Makefile recompile code after rebuild takes lot of time - makefile

I use the Makefile to build the project.
After rebuild the project again without "make clean" before.
However, it takes a lot of time to rebuild it again.
It seems the syntax of the Makefile causing lots of time consuming.
But I am not familiar with Makefile syntax.
Could anyone points out the point if the statement incurs the lots of time
consuming of the Makefile.
Here is the Makefile that I use:
https://github.com/cokeco/Makefile/blob/master/Makefile

Use make -d output to debug why your targets are remade.

Related

How to clean up a GCC Makefile

I just took over a GCC project containing a makefile that has way to many include folders and source files listed. I started removing one by one and verified by compiling, but wondered, is there some way of looking at the compiled output (map files for instance?) and compare that to the makefile to clean out unnecessary files?
I'm not saying this will make any difference to the finished project, but I like to quickly look at the Makefile to see what this project involves. Now it looks like it involves "everything"

cmake dependencies scanning slow

Using cmake 3.7.2 I recently switched a project from Unix Makefile to Cmake with Unix makefile generator.
All works as expected and the main problems we wanted to solve are solved (command line length in windows).
I discovered a great thing that is dependency checking as there is no more need to clean in normal situations and rebuild unneeded files.
Now the dependency is very slow (about 70s) when the all build is only 20s. Is there a way to speed up the checking ? Or to find the bottleneck of this check ?
GNU make dependency check IS slow.
Ninja was designed to be much faster ans IS definitely faster.
The update to Ninja is very simple as only cmake generator (-G) has to be modified.

Make rebuilds files included with -include [duplicate]

This question already has an answer here:
how to make clean without any modification?
(1 answer)
Closed 3 years ago.
I have a very complicated makefile which I am not going to include here for obvious reasons. I have rules to build dependency files and then include them with lines along the lines of '-include myobj.d'.
I also (obviously) have a rule to build a *.d file.
I then have rules along the lines of
.PHONY: clean
clean:
rm myobj.d myobj.o ...
When I do make clean, first it rebuilds all the .d files before deleting them. I ran make with -d and examined the debug information and it is trying to rebuild all the files I include with "-include" before examining the targets it was told to build. I have a whole pile of "rules.mk" for building different code units and it tries to rebuild all of those too.
This wouldn't be a problem, except that the .d files that are being included actually do have rules to build them. When I say "make clean" I want make to just execute the clean rule, not rebuild all the stupid dependency files just so I can delete them...
This is particularly problematic if the build is in a weird state where half the code is built and the rest isn't and I am trying to do a make clean to get back to a good state.
How do I tell make to not try to automatically rebuild an included file?
You do not need rules for .d files these days, this is a common misconception.

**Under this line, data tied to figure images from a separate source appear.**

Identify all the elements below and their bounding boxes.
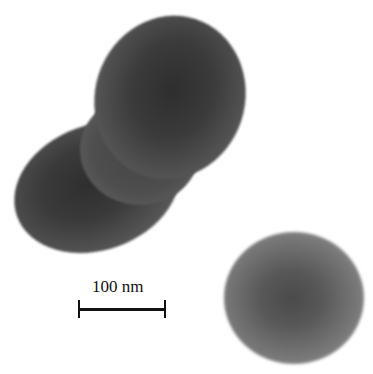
- micrograph: 100 nm: [0, 0, 373, 374]
- spherical-particle: [224, 232, 364, 364]
- scale-bar-label: 100 nm: [92, 277, 143, 297]
- scale-bar: [78, 308, 165, 311]
- scale-bar-right-tick: [164, 300, 166, 318]
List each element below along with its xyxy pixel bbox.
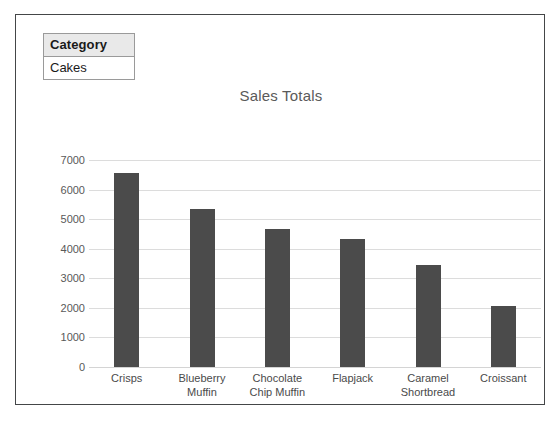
y-axis-tick-label: 4000	[39, 243, 85, 255]
y-axis-tick-label: 7000	[39, 154, 85, 166]
x-axis-tick-label: CaramelShortbread	[390, 372, 465, 412]
gridline	[89, 190, 541, 191]
chart-title: Sales Totals	[16, 87, 546, 104]
y-axis-tick-label: 5000	[39, 213, 85, 225]
gridline	[89, 160, 541, 161]
y-axis-tick-label: 2000	[39, 302, 85, 314]
y-axis-tick-label: 6000	[39, 184, 85, 196]
chart-plot-area: 70006000500040003000200010000	[89, 160, 541, 367]
x-axis-tick-label: Flapjack	[315, 372, 390, 412]
gridline	[89, 249, 541, 250]
category-filter-selected-value[interactable]: Cakes	[44, 57, 134, 79]
report-canvas: Category Cakes Sales Totals 700060005000…	[0, 0, 560, 422]
bar[interactable]	[190, 209, 215, 367]
x-axis-tick-label: BlueberryMuffin	[164, 372, 239, 412]
sales-totals-bar-chart: Sales Totals 700060005000400030002000100…	[16, 87, 546, 404]
gridline	[89, 278, 541, 279]
bar[interactable]	[340, 239, 365, 367]
category-filter-slicer[interactable]: Category Cakes	[43, 33, 135, 80]
bar[interactable]	[491, 306, 516, 368]
gridline	[89, 367, 541, 368]
bar[interactable]	[114, 173, 139, 367]
x-axis-tick-label: Crisps	[89, 372, 164, 412]
gridline	[89, 337, 541, 338]
bar[interactable]	[265, 229, 290, 367]
report-frame: Category Cakes Sales Totals 700060005000…	[15, 14, 545, 405]
y-axis-tick-label: 0	[39, 361, 85, 373]
x-axis-tick-label: Croissant	[466, 372, 541, 412]
chart-x-axis: CrispsBlueberryMuffinChocolateChip Muffi…	[89, 372, 541, 412]
bar[interactable]	[416, 265, 441, 367]
y-axis-tick-label: 3000	[39, 272, 85, 284]
y-axis-tick-label: 1000	[39, 331, 85, 343]
gridline	[89, 219, 541, 220]
category-filter-header: Category	[44, 34, 134, 57]
x-axis-tick-label: ChocolateChip Muffin	[240, 372, 315, 412]
gridline	[89, 308, 541, 309]
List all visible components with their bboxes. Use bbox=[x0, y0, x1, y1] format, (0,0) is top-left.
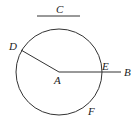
label-b: B bbox=[124, 66, 131, 78]
label-d: D bbox=[8, 40, 17, 52]
segment-ad bbox=[21, 50, 59, 72]
label-f: F bbox=[87, 105, 95, 117]
geometry-diagram: C D A E B F bbox=[0, 0, 137, 129]
label-e: E bbox=[101, 60, 109, 72]
label-a: A bbox=[53, 74, 61, 86]
label-c: C bbox=[56, 3, 64, 15]
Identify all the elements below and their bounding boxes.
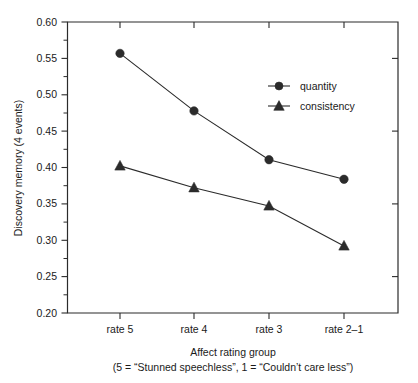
quantity-data-point: [340, 175, 348, 183]
y-tick-label: 0.25: [37, 270, 58, 282]
y-tick-label: 0.55: [37, 52, 58, 64]
quantity-data-point: [190, 107, 198, 115]
legend-label-quantity: quantity: [300, 80, 338, 92]
y-tick-label: 0.50: [37, 88, 58, 100]
chart-figure: 0.60 0.55 0.50 0.45 0.40 0.35 0.30 0.25 …: [0, 0, 418, 383]
line-chart: 0.60 0.55 0.50 0.45 0.40 0.35 0.30 0.25 …: [0, 0, 418, 383]
x-tick-label: rate 4: [181, 323, 208, 335]
y-axis-ticks: [62, 22, 68, 313]
legend-entry-consistency: consistency: [268, 100, 356, 112]
y-tick-label: 0.30: [37, 234, 58, 246]
series-consistency: [115, 160, 349, 250]
x-tick-label: rate 5: [107, 323, 134, 335]
series-quantity: [116, 49, 348, 183]
consistency-line: [120, 166, 344, 246]
x-axis-ticks: [120, 313, 344, 319]
x-axis-subtitle: (5 = “Stunned speechless”, 1 = “Couldn’t…: [113, 361, 353, 373]
consistency-data-point: [339, 240, 349, 250]
y-axis-title: Discovery memory (4 events): [12, 100, 24, 237]
y-axis-tick-labels: 0.60 0.55 0.50 0.45 0.40 0.35 0.30 0.25 …: [37, 16, 58, 319]
chart-legend: quantity consistency: [268, 80, 356, 112]
y-tick-label: 0.60: [37, 16, 58, 28]
y-tick-label: 0.45: [37, 125, 58, 137]
x-axis-title: Affect rating group: [190, 346, 276, 358]
legend-entry-quantity: quantity: [268, 80, 338, 92]
right-axis-ticks: [392, 58, 398, 276]
quantity-data-point: [265, 156, 273, 164]
quantity-line: [120, 53, 344, 179]
x-tick-label: rate 3: [256, 323, 283, 335]
y-tick-label: 0.20: [37, 307, 58, 319]
x-tick-label: rate 2–1: [325, 323, 364, 335]
legend-label-consistency: consistency: [300, 100, 356, 112]
quantity-data-point: [116, 49, 124, 57]
circle-marker: [275, 82, 283, 90]
y-tick-label: 0.35: [37, 197, 58, 209]
top-axis-ticks: [120, 22, 344, 28]
y-tick-label: 0.40: [37, 161, 58, 173]
x-axis-tick-labels: rate 5 rate 4 rate 3 rate 2–1: [107, 323, 364, 335]
consistency-data-point: [115, 160, 125, 170]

See Automatic header dependencies with gmake for more details.

Difference Between 'gmake' and 'gmake clean'

I am currently working on a project on a student job and writing some code. Whenever I want to compile my file, my supervisor told me to first do gmake clean and then do gmake. Otherwise,some errors from previous gmake may not be solved in the fresh gmake.
My project has a lot of unnecessary files that I am not editing but since i gmake clean everytime, the compiler compiles them again everytime which takes a lot of time.
So, if I am not changing the other files, then I don't need to recompile them and the only file that I change is always recompiled simply with gmake, right? So why should I gmake clean everytime?
Is my supervisor just telling me a good programming practice or am I missing some important concept of gmake clean?
The difference between gmake and gmake clean is that the former builds the default target while the latter "builds" the specific target clean, which usually consists of clean-up instructions to remove files that were created during the build process (object files, temporary files, generated code, …). gmake clean should restore the source tree to a clean state. However, if it actually succeeds depends on how the source tree looks like and what instructions the target contains.
definitely not a best practice... this is usually the quick and dirty solution when the makefile contains a few mistakes and the dependencies are not ok
do gmake clean before gmake in case you have difficulties to compile. just to check if the problem does not come from an old compiled file.
otherise do only gmake in orther to compile your newest changed files.
you superior gived you an advice to handle difficult and strange compilation behavior.

recompiling a huge software stack like mozilla

A small change in a 1000's of lines of code leads to running the ./configure again on the entire software.
Is there any alternative, where we can compile only the changed file and the files associated with it?
If you have a sane Makefile.am with proper dependencies, running ./configure and make should only recompile files that depend on the touched file. So make already does what you are asking for.
If your Makefiles are not sane (e.g. they only work if you run make clean) and you are compiling C or C++ sources, using ccache might give you a speed gain. With ccache only the preprocessor part is run and its output compared to a cache of compile outputs. If nothing changed in the file or its includes it won't be recompiled. Properly installed it is run in a transparent way.